U.S. Army Converts Last Mobile Army Surgical Hospital
16 October 2006
Legendary combat medical unit renamed, modernized
Washington – The Mobile Army Surgical Hospital (MASH) was famous on the front lines of war long before a movie and the television series M*A*S*H made it a household word in the United States and, after satellite television, around the world.
But the real MASH is no more. The 212th MASH, the last of its kind, was converted into the 212th Combat Support Hospital (CSH) October 16 with a ceremony to mark its recasting into a modernized unit. In its new incarnation, the 212th will be an upgraded medical field hospital more responsive to current military needs. The event was held at the Miesau Army Depot in Germany, where the 212th MASH has been based since 2000.
A mobile medical unit in combat zones, a MASH was the facility nearest to the battleground that offered life-saving surgery and other emergency medical care. Units operated as close as three kilometers from the front lines, with casualties flown in by helicopter. The immediacy of the care significantly reduced death rates among injured soldiers. Mobile units saved lives during two World Wars, the Korean War and Vietnam. A novel by a former Army surgeon who staffed a MASH in Korea inspired the fictional screen versions. During the past decade, MASH units have been decommissioned one by one, converted into facilities that better meet the changing demands of combat.
The most decorated tactical hospital in the active U.S. Army, the 212th MASH traces its history back to 1917. It came into being as World War I Evacuation Hospital No. 12 in France, where it received its first campaign streamer, a ribbon that denotes exemplary service. It was reconstituted in 1936 as the 12th Evacuation Hospital, on duty in Europe during World War II. In 1966 the unit was deployed to Vietnam, where it saw 11 campaigns over four years and received a number of honors.
The unit was in Saudi Arabia during the first Gulf War in 1990, and in 1992 the 12th Evacuation Hospital was designated the 212th MASH. It was sent to the former Yugoslavia later in 1992 to support the United Nations Protection Forces. It was again in the region as the only U.S. combat hospital in Bosnia, where it supported Task Force Eagle in 1995. The 212th served in Albania, Macedonia and Kosovo.
The unit was the first army hospital to be deployed in Iraq in 2003.
Most recently the 212th MASH was active in humanitarian missions. In Angola, its medical staff gave mass casualty response training to the Angolan military, provided civilian health care and distributed $200,000 of humanitarian assistance in the form of medical equipment.
Weeks after the Angola operation, the 212th went to Pakistan to render emergency medical assistance to victims of the earthquake that struck the Kashmir region on October 8, 2005. The earthquake killed nearly 80,000 people and left 3.5 million homeless. The doctors of the 212th MASH treated more than 20,000 casualties and performed 425 surgeries. The field hospital hosted more than 500 patients over a four-month period of service.
Many of these were children. Major Neil Vining, an orthopedic surgeon who served in Pakistan, recalled, “The way we were set up, I took care of kids who were injured. They had nowhere to go so they stayed in the hospital for weeks.”
One young boy, Faizon, had major reconstructive surgery for his crushed arm. Vining did the surgery. He told the Washington File, “I got to know the family well. We exchanged letters.” The father wrote that his son is doing well, adding that if the boy is lazy about attending school, he is told that he’d better go or Major Vining will be mad at him.
Major Jamie Mancuso, on the public health detail during the Pakistan operation, told the Washington File, “We went for the most part every day and interacted with the Kashmiri locals. Pakistani doctors worked with MASH quite frequently.” Besides emergency care, the U.S. medical staff immunized people against communicable diseases, which ranged from measles and mumps to polio, tetanus and bacterial meningitis. According to the U.S. Embassy in Islamabad, the team provided about 20,000 vaccinations to more than 8,000 people.
Culturally sensitive, the 212th included Urdu-speaking personnel and a woman doctor to examine female patients in conservative Kashmir.
When the 200 men and women of the 212th MASH concluded their final assignment, the Muzaffarabad field hospital was given to Pakistan. In the hands of the Pakistani Army doctors, it will continue to care for people in the region until permanent hospitals can be rebuilt.
The 84-bed facility with primary healthcare and emergency treatment sections, a surgical suite with two operating tables, equipment for sterilizing medical implements, two intensive care units, an intermediate care ward, a minimal care ward, pharmacy, lab, radiology, maintenance unit and a power-generation unit, including expendable medical supplies, is worth $4.6 million.
“We are committed to providing the best healthcare and support to the people of Pakistan,” Army Major Soo Lee Davis said when the unit departed in February. “The MASH will live on in Pakistan as their medical providers continue to deliver a high level of care in Muzaffarabad.”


▸ **What you have to do**
Go through the data and report each line that holds the string "legend".

▸ **Records shown**
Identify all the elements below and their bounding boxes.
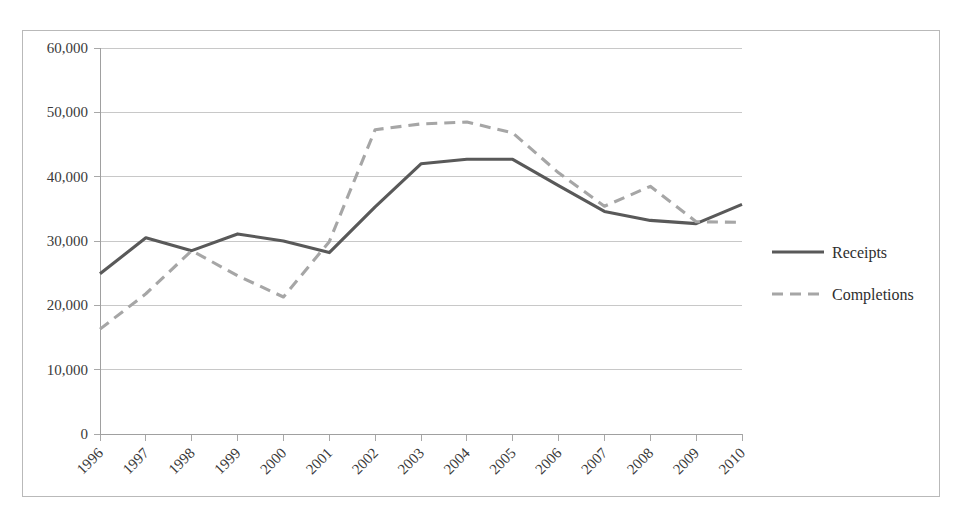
x-axis-tick-label: 1999 — [211, 445, 244, 478]
x-axis-tick-label: 2002 — [349, 445, 382, 478]
x-axis-tick-label: 2000 — [257, 445, 290, 478]
y-axis-tick-label: 30,000 — [47, 233, 88, 249]
x-axis-tick-labels: 1996199719981999200020012002200320042005… — [74, 444, 749, 477]
x-axis-tick-label: 2008 — [624, 445, 657, 478]
chart-legend: ReceiptsCompletions — [772, 244, 914, 304]
data-series — [100, 122, 742, 329]
x-axis-tick-label: 2006 — [532, 444, 565, 477]
x-axis-tick-label: 2004 — [440, 444, 473, 477]
legend-label-receipts: Receipts — [832, 244, 887, 262]
x-axis-tick-label: 2007 — [578, 444, 611, 477]
legend-label-completions: Completions — [832, 286, 914, 304]
y-axis-tick-labels: 010,00020,00030,00040,00050,00060,000 — [47, 40, 88, 442]
line-chart: 010,00020,00030,00040,00050,00060,000 19… — [0, 0, 961, 521]
series-line-completions — [100, 122, 742, 329]
x-axis-tick-label: 2003 — [395, 445, 428, 478]
y-axis-tick-label: 50,000 — [47, 104, 88, 120]
x-axis-tick-label: 2009 — [670, 445, 703, 478]
x-axis-tick-label: 2005 — [486, 445, 519, 478]
y-axis-tick-label: 40,000 — [47, 169, 88, 185]
x-axis-tick-label: 1996 — [74, 444, 107, 477]
y-axis-tick-label: 60,000 — [47, 40, 88, 56]
x-axis-tick-label: 2010 — [716, 445, 749, 478]
x-axis-tick-label: 1998 — [165, 445, 198, 478]
x-axis-tick-label: 1997 — [119, 444, 152, 477]
y-axis-tick-label: 10,000 — [47, 362, 88, 378]
gridlines — [94, 48, 742, 434]
y-axis-tick-label: 0 — [81, 426, 89, 442]
x-axis-tick-label: 2001 — [303, 445, 336, 478]
y-axis-tick-label: 20,000 — [47, 297, 88, 313]
x-axis-tick-marks — [100, 434, 742, 441]
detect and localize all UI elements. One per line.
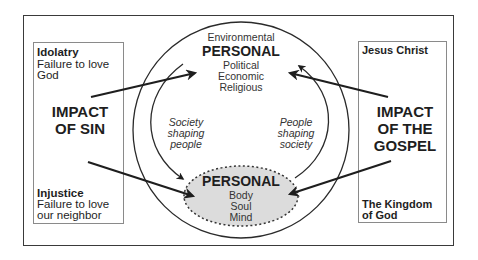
economic-label: Economic (191, 71, 291, 82)
outer-personal-title: PERSONAL (191, 44, 291, 58)
gospel-to-society-arrow (290, 73, 388, 97)
sin-to-society-arrow (91, 73, 195, 97)
society-label: Society (158, 117, 214, 128)
inner-personal-title: PERSONAL (191, 174, 291, 188)
people-label-left: people (158, 139, 214, 150)
religious-label: Religious (191, 82, 291, 93)
mind-label: Mind (191, 212, 291, 223)
society-label-right: society (268, 139, 324, 150)
gospel-to-personal-arrow (290, 161, 391, 194)
political-label: Political (191, 60, 291, 71)
shaping-label-left: shaping (158, 128, 214, 139)
soul-label: Soul (191, 201, 291, 212)
body-label: Body (191, 190, 291, 201)
shaping-label-right: shaping (268, 128, 324, 139)
people-label-right: People (268, 117, 324, 128)
environmental-label: Environmental (191, 32, 291, 43)
sin-to-personal-arrow (88, 162, 193, 196)
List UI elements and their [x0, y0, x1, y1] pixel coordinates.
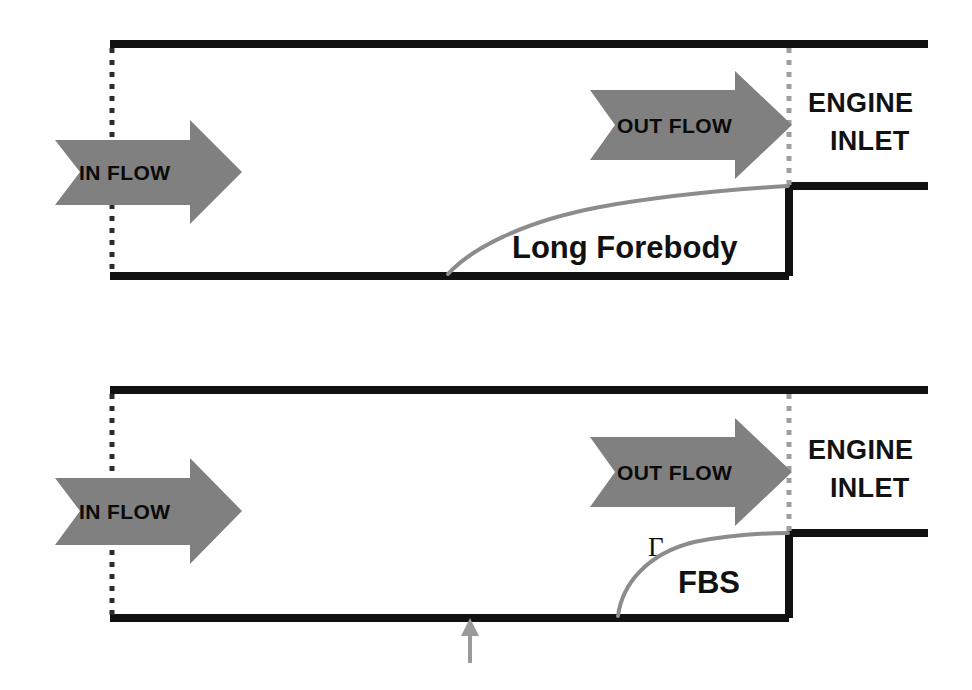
top-panel-engine-label-line1: ENGINE: [808, 88, 913, 118]
bottom-panel-engine-label-line1: ENGINE: [808, 435, 913, 465]
top-panel-inflow-label: IN FLOW: [79, 161, 170, 184]
diagram-stage: IN FLOW OUT FLOW ENGINE INLET Long Foreb…: [0, 0, 972, 690]
bottom-panel-inflow-label: IN FLOW: [79, 500, 170, 523]
bottom-panel-ground-pointer-icon: [461, 618, 479, 663]
schematic-diagram-canvas: IN FLOW OUT FLOW ENGINE INLET Long Foreb…: [0, 0, 972, 690]
bottom-panel-gamma-label: Γ: [648, 532, 664, 562]
bottom-panel-engine-label-line2: INLET: [830, 473, 910, 503]
top-panel-engine-label-line2: INLET: [830, 126, 910, 156]
bottom-panel-group: IN FLOW OUT FLOW ENGINE INLET Γ FBS: [55, 390, 928, 663]
top-panel-outflow-label: OUT FLOW: [617, 114, 732, 137]
top-panel-body-label: Long Forebody: [512, 230, 738, 265]
top-panel-group: IN FLOW OUT FLOW ENGINE INLET Long Foreb…: [55, 44, 928, 276]
bottom-panel-outflow-label: OUT FLOW: [617, 461, 732, 484]
bottom-panel-body-label: FBS: [678, 565, 740, 600]
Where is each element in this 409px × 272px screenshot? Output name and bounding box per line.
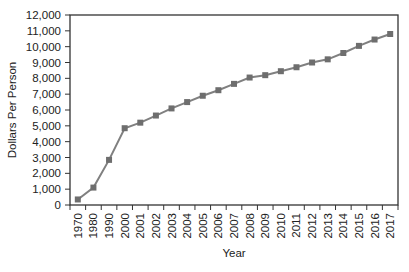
y-tick-label: 10,000	[26, 41, 61, 53]
x-tick-label: 2011	[290, 213, 302, 238]
data-point-marker	[325, 56, 331, 62]
series-line	[78, 34, 390, 199]
x-tick-label: 2012	[306, 213, 318, 239]
x-tick-label: 2001	[134, 213, 146, 239]
x-tick-label: 2006	[212, 213, 224, 239]
x-tick-label: 2009	[259, 213, 271, 239]
y-tick-label: 6,000	[32, 104, 61, 116]
x-tick-label: 2007	[228, 213, 240, 239]
y-tick-label: 7,000	[32, 88, 61, 100]
x-axis-label: Year	[222, 247, 245, 259]
axes: 01,0002,0003,0004,0005,0006,0007,0008,00…	[26, 9, 398, 239]
data-point-marker	[372, 37, 378, 43]
y-tick-label: 1,000	[32, 183, 61, 195]
x-tick-label: 2015	[353, 213, 365, 239]
data-series	[75, 31, 393, 202]
data-point-marker	[262, 72, 268, 78]
data-point-marker	[340, 50, 346, 56]
data-point-marker	[75, 196, 81, 202]
x-tick-label: 1990	[103, 213, 115, 239]
x-tick-label: 2014	[337, 212, 349, 238]
data-point-marker	[106, 157, 112, 163]
x-tick-label: 2016	[369, 213, 381, 239]
x-tick-label: 1980	[87, 213, 99, 239]
data-point-marker	[356, 43, 362, 49]
data-point-marker	[387, 31, 393, 37]
x-tick-label: 2005	[197, 213, 209, 239]
x-tick-label: 2008	[244, 213, 256, 239]
data-point-marker	[309, 60, 315, 66]
data-point-marker	[184, 99, 190, 105]
data-point-marker	[215, 87, 221, 93]
y-tick-label: 11,000	[27, 25, 61, 37]
line-chart: 01,0002,0003,0004,0005,0006,0007,0008,00…	[0, 0, 409, 272]
y-tick-label: 0	[55, 199, 61, 211]
data-point-marker	[90, 185, 96, 191]
x-tick-label: 2000	[119, 213, 131, 239]
x-tick-label: 2017	[384, 213, 396, 239]
data-point-marker	[278, 68, 284, 74]
data-point-marker	[153, 113, 159, 119]
y-tick-label: 4,000	[32, 136, 61, 148]
y-tick-label: 5,000	[32, 120, 61, 132]
data-point-marker	[247, 75, 253, 81]
data-point-marker	[122, 125, 128, 131]
y-tick-label: 9,000	[32, 57, 61, 69]
data-point-marker	[231, 81, 237, 87]
data-point-marker	[200, 93, 206, 99]
x-tick-label: 1970	[72, 213, 84, 239]
data-point-marker	[169, 105, 175, 111]
x-tick-label: 2013	[322, 213, 334, 239]
y-tick-label: 12,000	[26, 9, 61, 21]
y-tick-label: 8,000	[32, 72, 61, 84]
data-point-marker	[293, 64, 299, 70]
y-tick-label: 2,000	[32, 167, 61, 179]
x-tick-label: 2002	[150, 213, 162, 239]
plot-frame	[70, 15, 398, 205]
y-axis-label: Dollars Per Person	[6, 62, 18, 159]
data-point-marker	[137, 120, 143, 126]
x-tick-label: 2010	[275, 213, 287, 239]
x-tick-label: 2003	[166, 213, 178, 239]
x-tick-label: 2004	[181, 212, 193, 238]
y-tick-label: 3,000	[32, 152, 61, 164]
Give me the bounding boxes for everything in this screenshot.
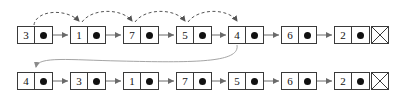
top-node-2-key: 7: [124, 27, 141, 43]
pointer-dot-icon: [40, 78, 47, 85]
bottom-node-1[interactable]: 3: [70, 72, 106, 90]
pointer-dot-icon: [199, 78, 206, 85]
top-node-4[interactable]: 4: [228, 26, 264, 44]
bottom-node-6-pointer: [352, 73, 369, 89]
pointer-dot-icon: [304, 32, 311, 39]
pointer-dot-icon: [357, 78, 364, 85]
pointer-dot-icon: [304, 78, 311, 85]
pointer-dot-icon: [93, 78, 100, 85]
top-node-3-pointer: [194, 27, 211, 43]
bottom-node-1-key: 3: [71, 73, 88, 89]
top-node-5-pointer: [299, 27, 316, 43]
top-node-3[interactable]: 5: [176, 26, 212, 44]
bottom-node-2-pointer: [141, 73, 158, 89]
pointer-dot-icon: [357, 32, 364, 39]
bottom-null-terminator-icon: [371, 72, 389, 90]
top-node-1-key: 1: [71, 27, 88, 43]
top-node-2-pointer: [141, 27, 158, 43]
dashed-search-arcs: [34, 11, 237, 25]
top-node-0-pointer: [35, 27, 52, 43]
bottom-node-4-key: 5: [229, 73, 246, 89]
bottom-node-3-pointer: [194, 73, 211, 89]
top-node-0-key: 3: [18, 27, 35, 43]
top-node-1-pointer: [88, 27, 105, 43]
bottom-node-6-key: 2: [335, 73, 352, 89]
top-null-terminator-icon: [371, 26, 389, 44]
top-node-5[interactable]: 6: [281, 26, 317, 44]
bottom-node-0-pointer: [35, 73, 52, 89]
bottom-node-0-key: 4: [18, 73, 35, 89]
pointer-dot-icon: [199, 32, 206, 39]
bottom-node-3[interactable]: 7: [176, 72, 212, 90]
top-node-0[interactable]: 3: [17, 26, 53, 44]
bottom-node-5-pointer: [299, 73, 316, 89]
bottom-node-4[interactable]: 5: [228, 72, 264, 90]
bottom-node-5[interactable]: 6: [281, 72, 317, 90]
top-node-1[interactable]: 1: [70, 26, 106, 44]
pointer-dot-icon: [251, 32, 258, 39]
node-move-curve: [36, 45, 237, 67]
pointer-dot-icon: [146, 78, 153, 85]
top-node-6-pointer: [352, 27, 369, 43]
bottom-node-5-key: 6: [282, 73, 299, 89]
bottom-node-2-key: 1: [124, 73, 141, 89]
pointer-dot-icon: [40, 32, 47, 39]
linked-list-diagram: 3 1 7 5 4 6 2 4 3 1 7 5: [0, 0, 403, 99]
top-node-5-key: 6: [282, 27, 299, 43]
pointer-dot-icon: [93, 32, 100, 39]
bottom-node-2[interactable]: 1: [123, 72, 159, 90]
bottom-node-1-pointer: [88, 73, 105, 89]
top-node-4-pointer: [246, 27, 263, 43]
top-node-3-key: 5: [177, 27, 194, 43]
bottom-node-0[interactable]: 4: [17, 72, 53, 90]
pointer-dot-icon: [251, 78, 258, 85]
top-node-6-key: 2: [335, 27, 352, 43]
top-node-4-key: 4: [229, 27, 246, 43]
bottom-node-3-key: 7: [177, 73, 194, 89]
bottom-node-4-pointer: [246, 73, 263, 89]
pointer-dot-icon: [146, 32, 153, 39]
top-node-2[interactable]: 7: [123, 26, 159, 44]
bottom-node-6[interactable]: 2: [334, 72, 370, 90]
top-node-6[interactable]: 2: [334, 26, 370, 44]
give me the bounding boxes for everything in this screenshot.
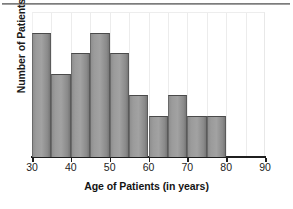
plot-area (32, 12, 265, 157)
histogram-bar (32, 33, 51, 157)
gridline (226, 12, 227, 157)
x-tick-label: 50 (95, 161, 125, 173)
histogram-bar (129, 95, 148, 157)
histogram-bar (51, 74, 70, 157)
x-tick-label: 60 (134, 161, 164, 173)
x-tick-label: 90 (250, 161, 280, 173)
histogram-bar (110, 53, 129, 157)
histogram-figure: Number of Patients 30405060708090 Age of… (0, 0, 293, 209)
x-tick-label: 40 (56, 161, 86, 173)
histogram-bar (71, 53, 90, 157)
top-divider-rule (2, 3, 290, 5)
x-tick-label: 80 (211, 161, 241, 173)
histogram-bar (90, 33, 109, 157)
histogram-bar (149, 116, 168, 157)
gridline (246, 12, 247, 157)
x-axis-title: Age of Patients (in years) (0, 180, 293, 192)
histogram-bar (187, 116, 206, 157)
x-tick-label: 30 (17, 161, 47, 173)
histogram-bar (207, 116, 226, 157)
histogram-bar (168, 95, 187, 157)
x-tick-label: 70 (172, 161, 202, 173)
y-axis-title: Number of Patients (13, 0, 29, 116)
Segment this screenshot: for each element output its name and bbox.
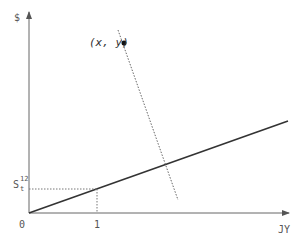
diagram-canvas — [0, 0, 303, 245]
x-tick-label: 1 — [94, 220, 100, 230]
point-label: (x, y) — [89, 37, 129, 48]
perpendicular-projection — [118, 30, 178, 200]
line-through-origin — [29, 121, 288, 213]
s-base: S — [13, 179, 19, 190]
s-tick-label: S12t — [13, 180, 19, 190]
s-superscript: 12 — [20, 176, 28, 183]
y-axis-label: $ — [14, 13, 20, 23]
x-axis-label: JY — [278, 225, 290, 235]
s-subscript: t — [20, 186, 24, 193]
origin-label: 0 — [19, 220, 25, 230]
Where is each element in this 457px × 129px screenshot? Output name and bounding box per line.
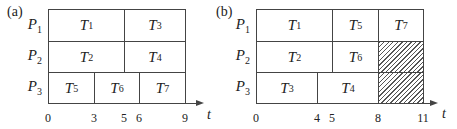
tick-label: 5 <box>329 111 335 126</box>
idle-block-p3 <box>378 72 424 104</box>
task-block-t5: T5 <box>332 9 379 42</box>
task-block-t6: T6 <box>332 41 379 73</box>
task-block-t2: T2 <box>256 41 333 73</box>
axis-arrow-icon <box>430 100 438 106</box>
tick-label: 4 <box>314 111 320 126</box>
tick-label: 0 <box>253 111 259 126</box>
gantt-panel-b: (b) P1 P2 P3 T1 T5 T7 T2 T6 T3 T4 t 0 4 … <box>0 0 457 129</box>
tick-label: 8 <box>375 111 381 126</box>
task-block-t4: T4 <box>317 72 379 104</box>
axis-label-t: t <box>442 106 446 122</box>
processor-label-p1: P1 <box>228 16 250 35</box>
tick-label: 11 <box>417 111 429 126</box>
processor-label-p3: P3 <box>228 78 250 97</box>
task-block-t3: T3 <box>256 72 318 104</box>
task-block-t1: T1 <box>256 9 333 42</box>
task-block-t7: T7 <box>378 9 424 42</box>
processor-label-p2: P2 <box>228 47 250 66</box>
time-axis <box>256 103 432 104</box>
idle-block-p2 <box>378 41 424 73</box>
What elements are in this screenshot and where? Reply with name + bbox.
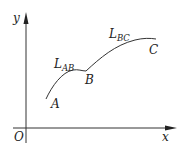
segment-bc-label-sub: BC (116, 33, 130, 43)
x-axis-label: x (162, 130, 169, 144)
point-a-label: A (50, 97, 60, 111)
origin-label: O (14, 130, 24, 144)
y-axis-label: y (12, 11, 20, 25)
segment-ab-label-main: L (53, 57, 62, 71)
point-b-label: B (84, 73, 94, 87)
segment-ab-label-sub: AB (61, 63, 74, 73)
curve-bc (86, 38, 156, 71)
segment-bc-label-main: L (108, 27, 117, 41)
curve-ab (46, 70, 86, 99)
y-axis-arrow-icon (24, 12, 29, 24)
diagram-canvas: y O x A B C LAB LBC (0, 0, 184, 150)
segment-ab-label: LAB (53, 57, 74, 73)
segment-bc-label: LBC (108, 27, 130, 43)
point-c-label: C (149, 43, 158, 57)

▸ **Exercise solution**
chart-legend: ReceiptsCompletions — [772, 244, 914, 304]
legend-label-receipts: Receipts — [832, 244, 887, 262]
legend-label-completions: Completions — [832, 286, 914, 304]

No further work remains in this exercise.